Source: Chapter 17, Line 48
47
He gave his evidence carefully, unemotionally—the lies with the same slow deliberation as the truth. Antony watched him intently, wondering what it was about him which had this odd sort of attractiveness. For Antony, who knew that he was lying, and lying (as he believed) not for Mark’s sake but his own, yet could not help sharing some of that general sympathy with him.
Source: Chapter 19, Line 43
48
Cayley went back heavily to his seat. “Damn it,” said Antony to himself, “why do I like the fellow?”
Source: Chapter 19, Line 71
49
To live on terms of intimate friendship with a man whom you hate is dangerous work for your friend.
Source: Chapter 21, Line 6
50
Perhaps it is as well that we have died out.
Source: Chapter 21, Line 62
51
We might have been friends in another world—you and I, and I and she.
Source: Chapter 21, Line 63
52
Don’t let Bill think too badly of me. He is a good fellow; look after him. He will be surprised. The young are always surprised. And thank you for letting me end my own way. I expect you did sympathize a little, you know.

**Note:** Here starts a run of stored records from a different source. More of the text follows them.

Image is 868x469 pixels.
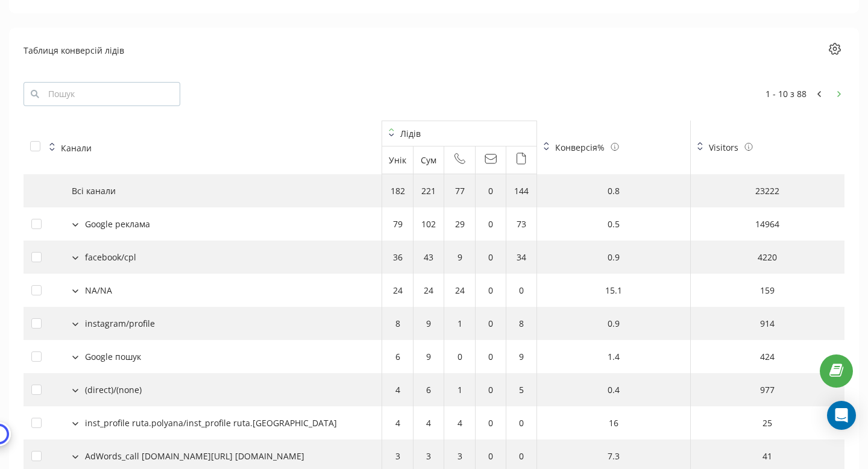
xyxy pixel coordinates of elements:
[537,406,691,439] td: 16
[444,274,475,307] td: 24
[827,401,856,430] div: Open Intercom Messenger
[507,174,537,208] td: 144
[537,274,691,307] td: 15.1
[476,240,507,274] td: 0
[414,406,444,439] td: 4
[444,240,475,274] td: 9
[691,307,845,340] td: 914
[72,185,116,197] div: Всі канали
[382,121,536,146] th: Лідів
[85,384,141,396] div: (direct)/(none)
[382,274,414,307] td: 24
[691,373,845,406] td: 977
[85,284,112,296] div: NA/NA
[476,373,507,406] td: 0
[691,274,845,307] td: 159
[85,416,337,429] div: inst_profile ruta.polyana/inst_profile ruta.[GEOGRAPHIC_DATA]
[507,307,537,340] td: 8
[444,208,475,240] td: 29
[444,307,475,340] td: 1
[476,174,507,208] td: 0
[537,240,691,274] td: 0.9
[414,208,444,240] td: 102
[85,317,155,330] div: instagram/profile
[23,82,181,106] input: Пошук
[555,141,605,153] div: Конверсія %
[691,174,845,208] td: 23222
[382,340,414,373] td: 6
[85,450,305,463] div: AdWords_call [DOMAIN_NAME][URL] [DOMAIN_NAME]
[382,208,414,240] td: 79
[444,406,475,439] td: 4
[709,141,739,153] div: Visitors
[691,208,845,240] td: 14964
[691,340,845,373] td: 424
[537,307,691,340] td: 0.9
[691,240,845,274] td: 4220
[23,121,382,174] th: Канали
[476,274,507,307] td: 0
[382,174,414,208] td: 182
[444,174,475,208] td: 77
[507,406,537,439] td: 0
[414,146,444,174] th: Сум
[382,240,414,274] td: 36
[766,88,845,100] div: 1 - 10 з 88
[444,340,475,373] td: 0
[85,217,150,230] div: Google реклама
[507,208,537,240] td: 73
[537,208,691,240] td: 0.5
[85,251,136,264] div: facebook/cpl
[382,406,414,439] td: 4
[537,174,691,208] td: 0.8
[382,307,414,340] td: 8
[507,240,537,274] td: 34
[537,340,691,373] td: 1.4
[476,208,507,240] td: 0
[444,373,475,406] td: 1
[476,406,507,439] td: 0
[23,44,124,57] div: Таблиця конверсій лідів
[476,340,507,373] td: 0
[476,307,507,340] td: 0
[537,373,691,406] td: 0.4
[507,274,537,307] td: 0
[414,340,444,373] td: 9
[414,174,444,208] td: 221
[691,406,845,439] td: 25
[414,274,444,307] td: 24
[414,240,444,274] td: 43
[382,373,414,406] td: 4
[85,350,141,363] div: Google пошук
[414,373,444,406] td: 6
[414,307,444,340] td: 9
[507,373,537,406] td: 5
[507,340,537,373] td: 9
[382,146,414,174] th: Унік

Source: Chapter 21, Line 63
53
Yes, I kept him outwardly decent; and perhaps now I was becoming like the cannibal who keeps his victim in good condition for his own ends.
Source: Chapter 21, Line 8
54
I used to gloat over Mark, thinking how utterly he was mine to ruin as I pleased, financially, morally, whatever way would give me most satisfaction.

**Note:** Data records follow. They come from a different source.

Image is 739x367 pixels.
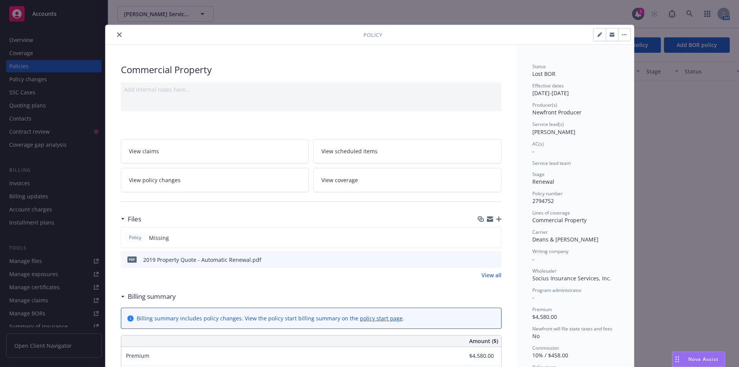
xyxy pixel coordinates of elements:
span: Newfront Producer [532,109,582,116]
a: View coverage [313,168,502,192]
span: [PERSON_NAME] [532,128,575,136]
span: Policy [363,31,382,39]
span: Socius Insurance Services, Inc. [532,274,611,282]
span: View scheduled items [321,147,378,155]
a: View claims [121,139,309,163]
span: Premium [532,306,552,313]
span: Stage [532,171,545,177]
button: download file [479,256,485,264]
span: Status [532,63,546,70]
button: Nova Assist [672,351,725,367]
span: Producer(s) [532,102,557,108]
a: View all [482,271,502,279]
span: View claims [129,147,159,155]
span: Carrier [532,229,548,235]
div: Files [121,214,141,224]
span: Service lead(s) [532,121,564,127]
span: Wholesaler [532,268,557,274]
input: 0.00 [448,350,499,361]
button: preview file [492,256,499,264]
a: View scheduled items [313,139,502,163]
span: pdf [127,256,137,262]
span: Lost BOR [532,70,555,77]
span: View policy changes [129,176,181,184]
div: Billing summary includes policy changes. View the policy start billing summary on the . [137,314,404,322]
div: [DATE] - [DATE] [532,82,619,97]
h3: Billing summary [128,291,176,301]
span: 2794752 [532,197,554,204]
span: Lines of coverage [532,209,570,216]
span: Deans & [PERSON_NAME] [532,236,599,243]
span: Renewal [532,178,554,185]
div: Commercial Property [121,63,502,76]
span: AC(s) [532,141,544,147]
a: View policy changes [121,168,309,192]
span: - [532,255,534,263]
h3: Files [128,214,141,224]
span: Newfront will file state taxes and fees [532,325,612,332]
div: Add internal notes here... [124,85,499,94]
span: Effective dates [532,82,564,89]
span: Policy [127,234,143,241]
span: Program administrator [532,287,582,293]
span: 10% / $458.00 [532,351,568,359]
span: Service lead team [532,160,571,166]
span: Amount ($) [469,337,498,345]
span: View coverage [321,176,358,184]
span: - [532,147,534,155]
div: Billing summary [121,291,176,301]
span: Premium [126,352,149,359]
span: Writing company [532,248,569,254]
span: - [532,294,534,301]
button: close [115,30,124,39]
div: Drag to move [672,352,682,366]
a: policy start page [360,315,403,322]
span: Missing [149,234,169,242]
span: Policy number [532,190,563,197]
span: Commission [532,345,559,351]
div: 2019 Property Quote - Automatic Renewal.pdf [143,256,261,264]
span: Nova Assist [688,356,719,362]
span: No [532,332,540,340]
span: $4,580.00 [532,313,557,320]
span: Commercial Property [532,216,587,224]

Source: Chapter 21, Line 8
55
“To be called an artist was what he longed for most. Now I knew that I had him.”
Source: Chapter 21, Line 36
56
He had only to deceive Miss Norris and the other guests; I had to deceive the world.

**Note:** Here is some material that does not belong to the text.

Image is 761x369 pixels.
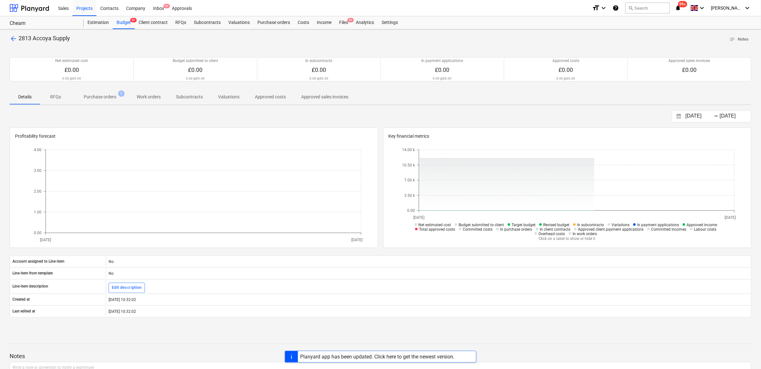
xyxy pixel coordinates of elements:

Source: Chapter 21, Line 43
57
Can you imagine the feelings of a ‘murderer’ who has (as he thinks) planned for every possibility, and is then confronted suddenly with an utterly new problem?
Source: Chapter 21, Line 57
58
There was a time when I hoped that there might be a happy future for me, not at the Red House, not alone. Perhaps it was never more than an idle day-dream, for I am no more worthy of her than Mark was.
Source: Chapter 21, Line 61
59
“I am lonely to-night without Mark. That’s funny, isn’t it?”
Source: Chapter 21, Line 65
60
“I couldn’t help liking Cayley in a kind of way, you know.”
Source: Chapter 22, Line 55
61
“He’s a clever devil. If you hadn’t turned up just when you did, he would never have been found out.”
Source: Chapter 22, Line 56
62
“It was decent of you to give him a chance. I’m glad you did.”